A Plague Tale: Requiem (PlayStation 5, Xbox Series X and Series S, Nintendo Switch, Microsoft Windows, Xbox Cloud Gaming)
It’s always a joy to see a studio stumble into a surprise hit and suddenly be blessed with the resources to truly nail its vision in the sequel. A Plague Tale: Innocence arrived in 2019 with a clever — if occasionally janky — set of stealth-action puzzles and a delightfully downcast Middle Ages veneer. (You frequently would be asked to avoid a horde of diseased rats. It was pretty gnarly.) Requiem gives that premise far more oxygen with larger levels, a more devious arsenal, and a genuinely startling graphical advance — medieval France has never looked better. But best of all is the storytelling, which somehow manages to ground this gothic nightmare in the human beings who need to survive it — one swarm of vermin at a time.

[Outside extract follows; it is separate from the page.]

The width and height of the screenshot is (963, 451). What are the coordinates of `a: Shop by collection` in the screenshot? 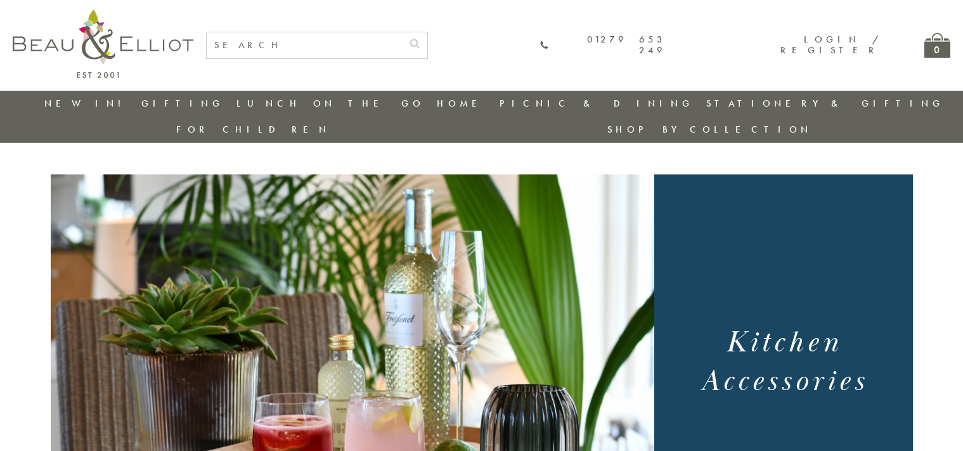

Mario + Rabbids: Sparks of Hope (Nintendo Switch)
Nintendo rarely lets other video-game companies play with its toys, so it was pretty surprising when the Switch was unveiled in 2017 with … a Ubisoft-developed Mario game? In which the denizens of the Mushroom Kingdom engaged in tactical, turn-based strategy with the mediocre Rabbids franchise? It was even more shocking that Mario + Rabbids: Kingdom Battle turned out to be good, and this year’s sequel is even better. Sparks of Hope is the best tactics game of 2022. The synergies and combos you can find on these war fronts rival your best XCOM turns. You can bounce one of the members of your squadron off of another dormant character, putting them in perfect flanking position. You can unlock floating sidekicks who grant a whole new slate of abilities. You can build out a Luigi like he’s a League of Legends champion. Sparks of Hope is a roaring success. Just like everyone imagined, right?
Bayonetta 3 (Nintendo Switch)
Bayonetta is an eight-foot-tall librarian, with two pistols and a sword, whose entire body is sheathed in a coil of black, leatherlike hair. As you orchestrate combos, that hair unspools and morphs into nightmarish beasts that bolster your damage output. The premise is so ridiculous and politically fraught that it seemed unlikely the character’s namesake series would ever catch on among a discerning video-game audience, and yet people were absolutely parched for more Bayonetta after its eight-year hiatus. Bayonetta 3 keeps the series’ scintillating, whip-smart combat system, but PlatinumGames mixes in a number of interesting wrinkles for franchise veterans. For instance, Bayonetta can now summon a litany of demons to fight by her side like an Amazonian Pokémon trainer. There’s a new playable character in the mix, Viola, a punk-rock witch who’s equipped with a samurai sword that can transform into a gigantic, carnivorous cat named Chesire. It’s all proudly over the top, which is to say that Bayonetta hasn’t lost a step.